The very next year, Gramm compounded the problem by writing a sweeping new law called the Commodity Futures Modernization Act that made it impossible to regulate credit swaps as either gambling or securities. Commercial banks — which, thanks to Gramm, were now competing directly with investment banks for customers — were driven to buy credit swaps to loosen capital in search of higher yields. "By ruling that credit-default swaps were not gaming and not a security, the way was cleared for the growth of the market," said Eric Dinallo, head of the New York State Insurance Department."

And This Section

"So that's the first step in wall street's power grab: making up things like credit-default swaps and collateralized-debt obligations, financial products so complex and inscrutable that ordinary American dumb people — to say nothing of federal regulators and even the CEOs of major corporations like AIG — are too intimidated to even try to understand them. That, combined with wise political investments, enabled the nation's top bankers to effectively scrap any meaningful oversight of the financial industry. In 1997 and 1998, the years leading up to the passage of Phil Gramm's fateful act that gutted Glass-Steagall, the banking, brokerage and insurance industries spent $350 million on political contributions and lobbying. Gramm alone — then the chairman of the Senate Banking Committee — collected $2.6 million in only five years. The law passed 90-8 in the Senate, with the support of 38 Democrats, including some names that might surprise you: Joe Biden, John Kerry, Tom Daschle, Dick Durbin, even John Edwards."

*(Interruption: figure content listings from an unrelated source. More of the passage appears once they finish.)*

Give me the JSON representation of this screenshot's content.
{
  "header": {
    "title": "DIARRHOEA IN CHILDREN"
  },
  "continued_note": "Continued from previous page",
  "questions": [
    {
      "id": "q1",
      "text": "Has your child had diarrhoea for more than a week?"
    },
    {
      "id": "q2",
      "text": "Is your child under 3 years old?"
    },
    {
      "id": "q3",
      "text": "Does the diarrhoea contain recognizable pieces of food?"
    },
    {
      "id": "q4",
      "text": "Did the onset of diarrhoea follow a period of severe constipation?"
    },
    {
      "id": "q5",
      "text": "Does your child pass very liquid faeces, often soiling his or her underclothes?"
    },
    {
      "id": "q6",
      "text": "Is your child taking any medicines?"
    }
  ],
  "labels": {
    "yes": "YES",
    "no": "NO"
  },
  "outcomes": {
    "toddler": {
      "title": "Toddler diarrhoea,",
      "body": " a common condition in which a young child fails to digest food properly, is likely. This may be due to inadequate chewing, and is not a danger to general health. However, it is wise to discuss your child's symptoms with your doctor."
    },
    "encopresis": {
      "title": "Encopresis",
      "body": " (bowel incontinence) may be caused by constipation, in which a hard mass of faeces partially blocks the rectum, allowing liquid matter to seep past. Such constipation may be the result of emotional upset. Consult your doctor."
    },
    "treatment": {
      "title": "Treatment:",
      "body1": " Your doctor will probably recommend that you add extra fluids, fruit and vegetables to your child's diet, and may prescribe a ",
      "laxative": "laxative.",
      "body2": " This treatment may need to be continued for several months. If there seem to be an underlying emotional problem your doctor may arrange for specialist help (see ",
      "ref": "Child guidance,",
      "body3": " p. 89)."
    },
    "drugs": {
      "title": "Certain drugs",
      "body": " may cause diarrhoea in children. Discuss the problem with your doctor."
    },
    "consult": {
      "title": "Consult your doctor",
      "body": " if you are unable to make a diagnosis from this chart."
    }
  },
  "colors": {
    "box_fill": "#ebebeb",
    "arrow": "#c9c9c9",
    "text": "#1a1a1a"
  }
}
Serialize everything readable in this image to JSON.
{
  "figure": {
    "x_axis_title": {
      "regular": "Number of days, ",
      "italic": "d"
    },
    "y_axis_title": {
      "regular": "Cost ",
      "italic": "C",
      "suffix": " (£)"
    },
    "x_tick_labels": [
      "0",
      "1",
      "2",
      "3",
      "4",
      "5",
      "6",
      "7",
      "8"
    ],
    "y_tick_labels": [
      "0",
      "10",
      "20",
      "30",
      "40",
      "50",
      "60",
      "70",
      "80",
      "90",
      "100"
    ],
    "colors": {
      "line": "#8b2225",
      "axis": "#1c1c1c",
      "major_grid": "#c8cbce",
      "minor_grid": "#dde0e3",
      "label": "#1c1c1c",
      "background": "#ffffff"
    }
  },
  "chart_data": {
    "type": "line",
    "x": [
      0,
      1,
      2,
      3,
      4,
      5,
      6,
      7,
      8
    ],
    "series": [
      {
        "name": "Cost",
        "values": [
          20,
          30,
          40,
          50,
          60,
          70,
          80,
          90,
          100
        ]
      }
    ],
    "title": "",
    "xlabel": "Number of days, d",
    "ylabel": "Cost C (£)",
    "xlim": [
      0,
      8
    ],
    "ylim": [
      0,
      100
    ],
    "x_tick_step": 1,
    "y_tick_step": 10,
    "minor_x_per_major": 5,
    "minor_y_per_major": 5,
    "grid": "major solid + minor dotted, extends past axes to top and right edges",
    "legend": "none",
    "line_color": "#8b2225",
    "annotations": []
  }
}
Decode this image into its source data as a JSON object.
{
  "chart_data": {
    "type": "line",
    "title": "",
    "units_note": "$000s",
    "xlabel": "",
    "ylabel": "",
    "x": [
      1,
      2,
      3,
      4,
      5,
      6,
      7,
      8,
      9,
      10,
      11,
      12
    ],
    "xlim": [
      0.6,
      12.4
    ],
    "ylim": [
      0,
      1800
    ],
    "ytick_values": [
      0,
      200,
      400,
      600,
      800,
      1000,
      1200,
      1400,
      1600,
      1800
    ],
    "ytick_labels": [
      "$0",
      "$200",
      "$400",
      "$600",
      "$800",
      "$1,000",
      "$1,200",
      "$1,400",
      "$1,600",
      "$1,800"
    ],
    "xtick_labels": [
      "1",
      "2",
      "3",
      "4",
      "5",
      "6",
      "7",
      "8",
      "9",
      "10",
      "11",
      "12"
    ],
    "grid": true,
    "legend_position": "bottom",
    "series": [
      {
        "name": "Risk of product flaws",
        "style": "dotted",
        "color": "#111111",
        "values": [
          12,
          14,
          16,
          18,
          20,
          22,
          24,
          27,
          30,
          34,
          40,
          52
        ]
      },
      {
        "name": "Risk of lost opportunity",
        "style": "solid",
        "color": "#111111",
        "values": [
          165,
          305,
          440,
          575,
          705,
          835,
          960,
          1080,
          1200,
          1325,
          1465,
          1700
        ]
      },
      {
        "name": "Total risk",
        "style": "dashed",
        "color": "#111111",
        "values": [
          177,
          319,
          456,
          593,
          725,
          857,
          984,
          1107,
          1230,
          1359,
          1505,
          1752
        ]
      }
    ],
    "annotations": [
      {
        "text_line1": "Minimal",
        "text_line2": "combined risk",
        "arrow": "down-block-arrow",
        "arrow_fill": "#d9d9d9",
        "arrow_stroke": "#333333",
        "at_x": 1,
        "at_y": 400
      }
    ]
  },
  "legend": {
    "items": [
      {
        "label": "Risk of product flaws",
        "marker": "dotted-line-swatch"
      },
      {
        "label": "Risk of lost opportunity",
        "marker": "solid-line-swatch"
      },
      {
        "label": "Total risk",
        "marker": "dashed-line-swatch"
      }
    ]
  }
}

So, it is not Democrates or Republicans. It was and is both of them.

Outlier




alwayssummer -> RE: RollingStone on the Bailout (3/24/2009 12:38:03 AM)

Mucho thanks for highlighting this article, Uncle Nasty, for all the important reasons you mention.  Matt Taibbi is a terrific reporter always, but it is just another sign of our time that this article was in RS not the NYT. 

Gosh, what a sense of powerlessness one gets from this article tho.  There are so few who were not complicit... even among the Dems.  There seems no end in sight and no CongressionalCounter Culture springing up to really attack the mess.  But at least Taibbi here is taking the first step in honestly and clearly defining the depth of the disease from inception to consummate plague - naming names and institutions and that
true 9+ trillion  pricetag so far. Sure Huffpo & Salon will probably reprint this, but sad is it not in Newsweek and on 60 Minutes, and probably never will be.  It gives the mess and the true players too much transparency  to the regular public.

Thanks again for sharing this article. It is essential reading for every taxpayer. 




TheUtopian -> RE: RollingStone on the Bailout (3/24/2009 12:46:22 AM)

quote:


"Cassano's outrageous gamble wouldn't have been possible had he not had the good fortune to take over AIGFP just as Sen. Phil Gramm — a grinning, laissez-faire ideologue from Texas


Prolly the most diabolical aspect of this whole article :  After Obama and the Democrats wash out in 2/4 years, all these unsavory, spurious characters, like Phil Graham, will be back to save the day for the ''New'' Reagan-themed, fiscally conservative, free-market, non-big-government Republican party of yesteryear that will re-emerge in the not to distant future.

Newt Gingrich, Phil Graham, Jeb Bush{yup} and even the Boobengrabber--possibly as vice president on the ticket--- etc, -- they'll all be back either by re-inventing themselves or having had someone else re-invent them. And all the nightmares/bad memories will have faded.....and many, many will welcome them back with open arms, eager for more ''change'' and a new beginning.

What a truly uncanny yet devious quality/ability that they can just fade into the woodwork and then just fade back out at a later date unscathed [:D]





- R






outlier -> RE: RollingStone on the Bailout (3/24/2009 10:39:16 AM)

UncleNasty,

Just a quick note to thank you again and tell you I
have passed this article on to others off this site.